Belichick is 60. Brady is 35. That magical season in 2001 is a long time ago. Time marches, windows close, nothing is promised.

A fourth Super Bowl, – the fourth Super Bowl they twice came so close to delivering – is the only thing now. And the chances are dwindling. That is something they don't discuss publicly. It's not necessary.

No matter what a Week 14 scoreboard, or Vegas bookmakers, or Boston Globe columnists say, there is no taking the Texans lightly. There isn't just respect for the opponent coming out of Foxborough, there is respect for the moment, the precious moment when another year's worth of work is again on the brink.

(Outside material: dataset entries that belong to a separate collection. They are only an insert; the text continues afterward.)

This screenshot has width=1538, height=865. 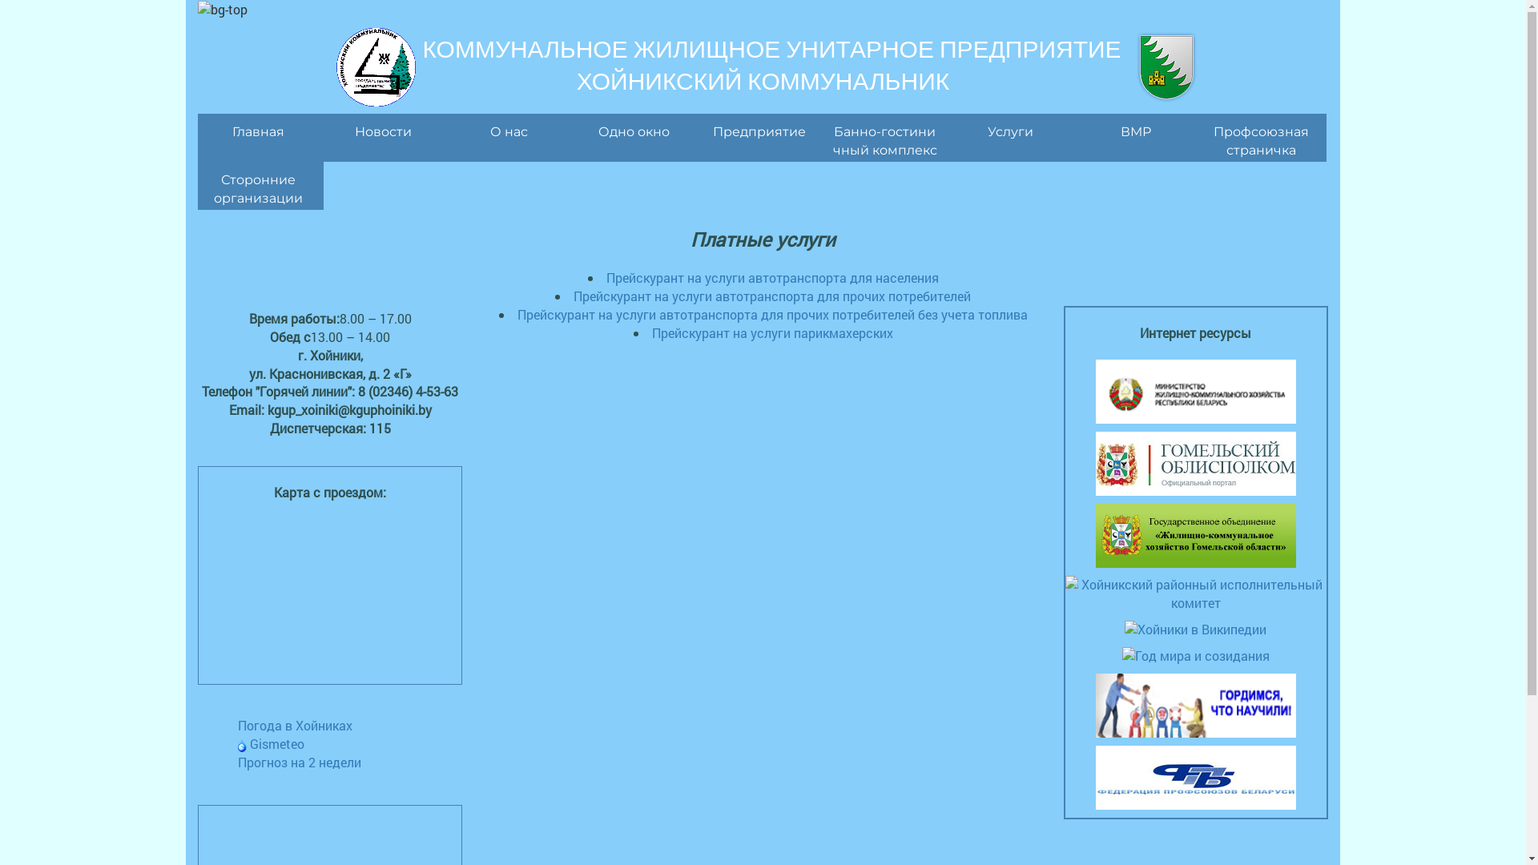 I want to click on Gismeteo, so click(x=242, y=746).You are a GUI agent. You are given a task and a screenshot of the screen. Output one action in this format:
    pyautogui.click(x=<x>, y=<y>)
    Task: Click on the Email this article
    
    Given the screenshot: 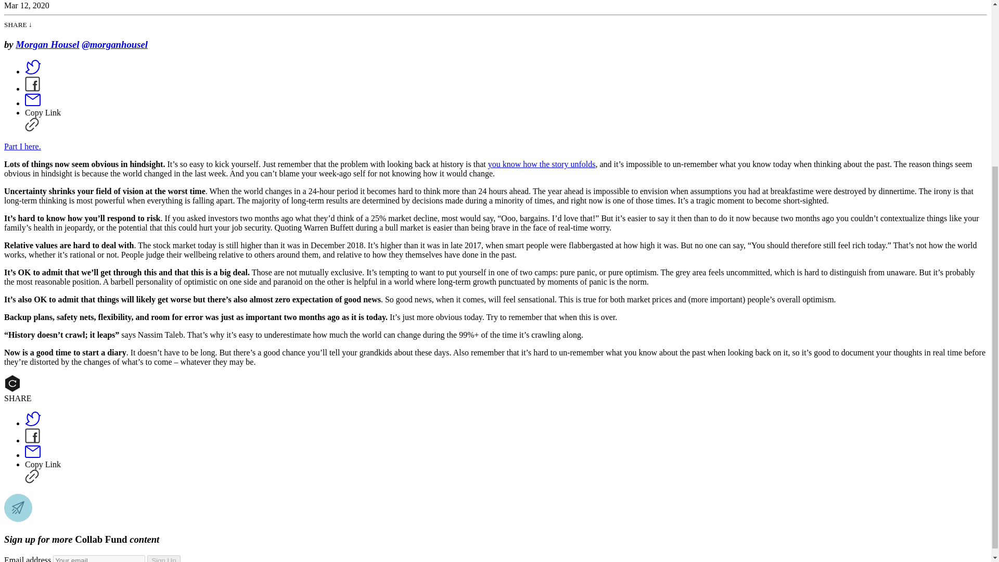 What is the action you would take?
    pyautogui.click(x=33, y=455)
    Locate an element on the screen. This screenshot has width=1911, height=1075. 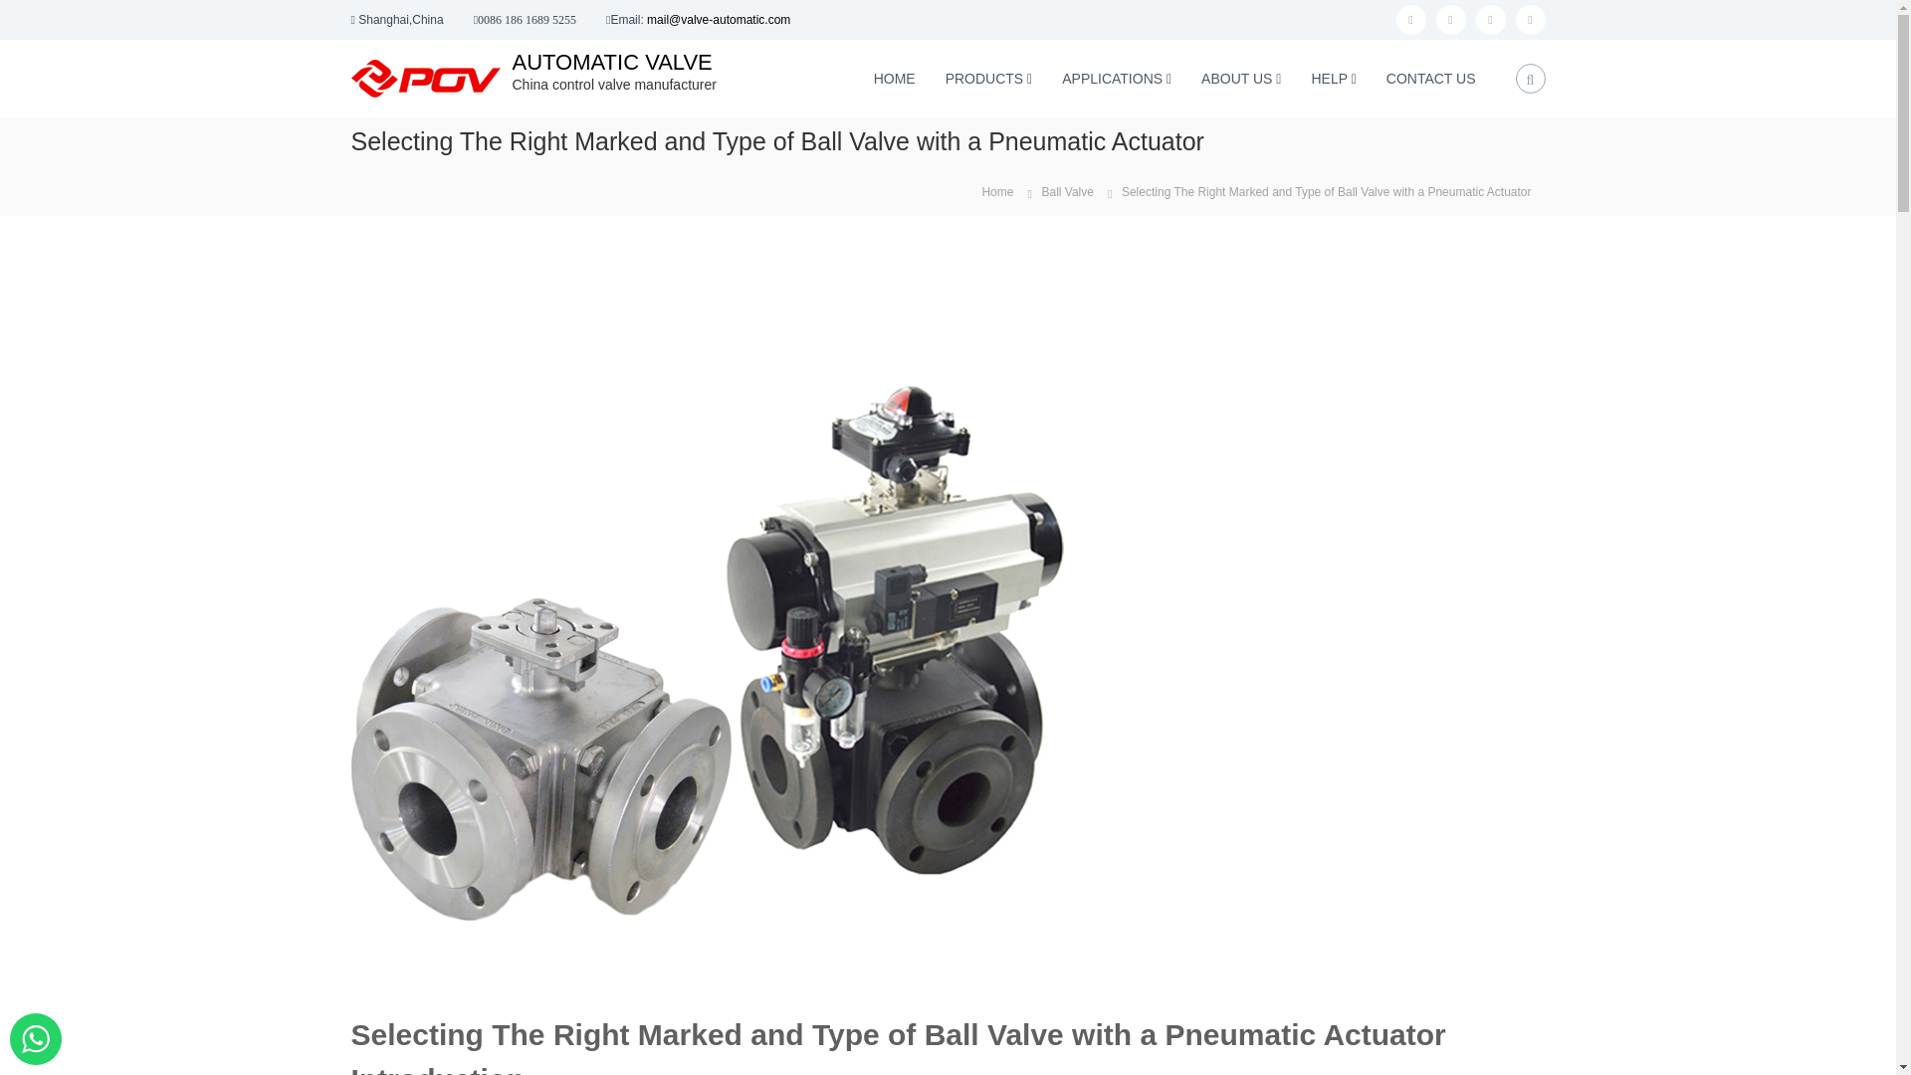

"It's hard to win [in] this game," Brady said. "The best teams bring out the best in the players; they bring out the best in the teams. The margin for error is less. You make one mistake, and you're going to be watching next weekend.

"A lot of what we talk about in our meetings is making sure that we've got everything covered," he continued. "You spend extra time talking about every little detail of every little play. The ramifications are different.

"We've got to be at our best."

It's January, it's the playoffs and here come the Patriots again. Here comes Belichick and Brady, the NFL's winning machine. They aren't spoiled by success or softened by accomplishment. They aren't as desperate and determined as ever.

After a haunting seven-year shutout, they're more desperate and determined than ever.